Practicing Jews: Art, Identity and Culture is an outreach component of the Conney Project on Jewish Arts, directed by Professor Douglas Rosenberg.
The Conney Project on Jewish Arts will build on the foundation already in place at the Mosse/Weinstein Center for Jewish Studies at UW-Madison, which includes the Conney Undergraduate Seminar in Judaism and the Arts and the Conney Colloquium on Jewish Arts. The goal of the five-year plan is the creation of a Jewish Arts research center. The intention behind the Conney Project on Jewish Arts is to create dialogue, facilitate new knowledge, and function as a center of activity in the area of the Jewish contribution to the arts, both historically and in the contemporary era. The Conney Project on Jewish Arts will create opportunities for both scholars and practicing artists to meet and exchange ideas in the Conney Colloquium, held biannually on the UW-Madison campus. Selected papers will subsequently be included in a series of published volumes. The Conney Undergraduate Seminar will also continue on a biannual basis (alternating with the Colloquium), with its roster of visiting artists bringing new and exciting ideas to campus for our students. Selected artists and directors will be invited as artists-in-residence in the Projects media center, where they will have access to a digital media production facility for the creation of documentaries and art projects of Jewish content. The film screening and visiting artist series will also continue as part of the larger framework of the Project, and artists will be asked to participate in the digital archive and documentary production program that will include on-camera interviews as well as an archive of their work. A feature-length documentary on Jews and the arts is part of our long-range plan as well.
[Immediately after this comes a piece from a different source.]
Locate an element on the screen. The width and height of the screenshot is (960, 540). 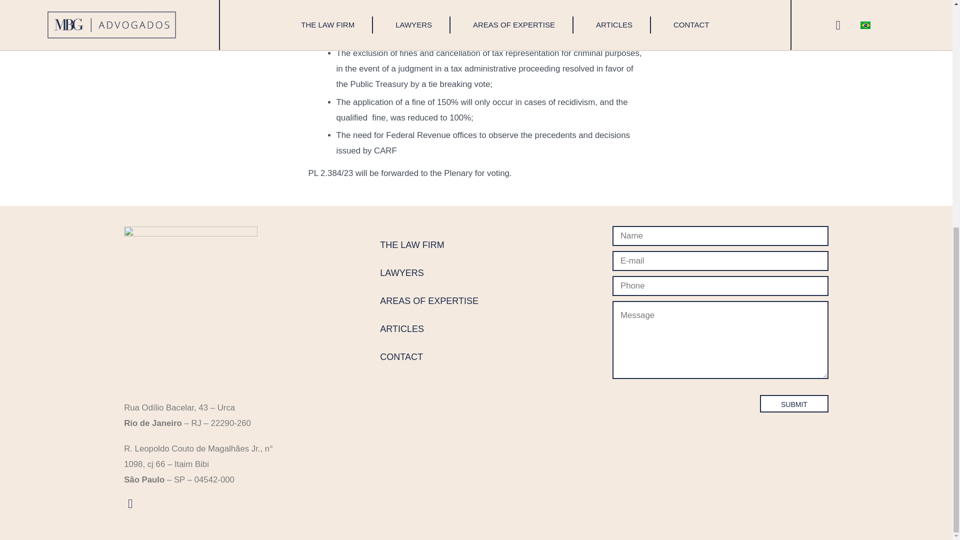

By combining all of these elements, The Conney Project on Jewish Arts will, in the course of the next five years, amass a vast collection of historically valuable media pertaining to the Jewish contribution in the arts, one that will be made available to scholars and students in the form of streaming media, digital archives, DVDs and television projects.
The Center for Jewish Studies and The Conney Project will be a resource center and an archive of scholarship on the Jewish contribution to the arts, as well as an archive of art produced by Jewish artists. Additionally, the Project will function as sponsor and promoter both of active scholarship on the Jewish contribution to the arts and of new thinking and production among Jewish artists.